PS The above is pretty specific to Linux and Gnu bash; other shells and systems are similar but different.
The shell's builtin pwd has the advantage of being able to remember how you accessed the symlinked directory, so it shows you that information. The standalone utility just knows what your actual working directory is, not how you changed to that directory, so it reports the real path.
Personally, I dislike shells that do what you're describing because it shows a reality different than that which standalone tools will see. For example, how a builtin tool parses a relative path will differ from how a standalone tool parses a relative path.
The shell keeps track in its own memory what your currenct directory is by concatenating it with whatever you cd to (and eliminating . and .. entries). It does this so that symbolic links don't mess up cd ... The /bin/pwd implementation walks the directory tree upwards trying to find inodes with the right names.
The built-in pwd shows symbolic links by default, but won't do if you give it the -P option.
In contrast, the pwd command doesn't show symbolic links by default, but will do if given the -L option.

Add last n lines of files to tar/zip

I need to regularly send a collection of log files that can grow quite large, so I would like to only send the last n lines of the each of the files.
for example:
/usr/local/data_store1/file.txt (500 lines)
/usr/local/data_store2/file.txt (800 lines)
Given a file with a list of needed files named files.txt, I would like to create an archive (tar or zip) with the last 100 lines of each of those files.

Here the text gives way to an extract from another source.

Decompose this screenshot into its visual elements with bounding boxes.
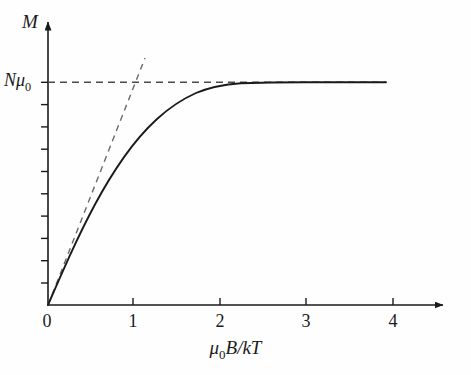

I can do this by creating a separate directory structure with the tail-ed files, but that seems like a waste of resources when there's probably some piping magic that can happen to accomplish it. Full directory structure also must be preserved since files can have the same names in different directories.
I would like the solution to be a shell script if possible, but perl (without added modules) is also acceptable (this is for Solaris machines that don't have ruby/python/etc.. installed on them.)
You could try
tail -n 10 your_file.txt | while read line; do zip /tmp/a.zip $line; done
where a.zip is the zip file and 10 is n or
tail -n 10 your_file.txt | xargs tar -czvf test.tar.gz --
for tar.gz
You are focusing in an specific implementation instead of looking at the bigger picture.
If the final goal is to have an exact copy of the files on the target machine while minimizing the amount of data transfered, what you should use is rsync, which automatically sends only the parts of the files that have changed and also can automatically compress while sending and decompress while receiving.
Running rsync doesn't need any more daemons on the target machine that the standard sshd one, and to setup automatic transfers without passwords you just need to use public key authentication.
There is no piping magic for that, you will have to create the folder structure you want and zip that.
mkdir tmp
for i in /usr/local/*/file.txt; do
mkdir -p "`dirname tmp/${i:1}`"
tail -n 100 "$i" > "tmp/${i:1}"
done
zip -r zipfile tmp/*
Use logrotate.
Have a look inside /etc/logrotate.d for examples.
Why not put your log files in SCM?
Your receiver creates a repository on his machine from where he retrieves the files by checking them out.
You send the files just by commiting them. Only the diff will be transmitted.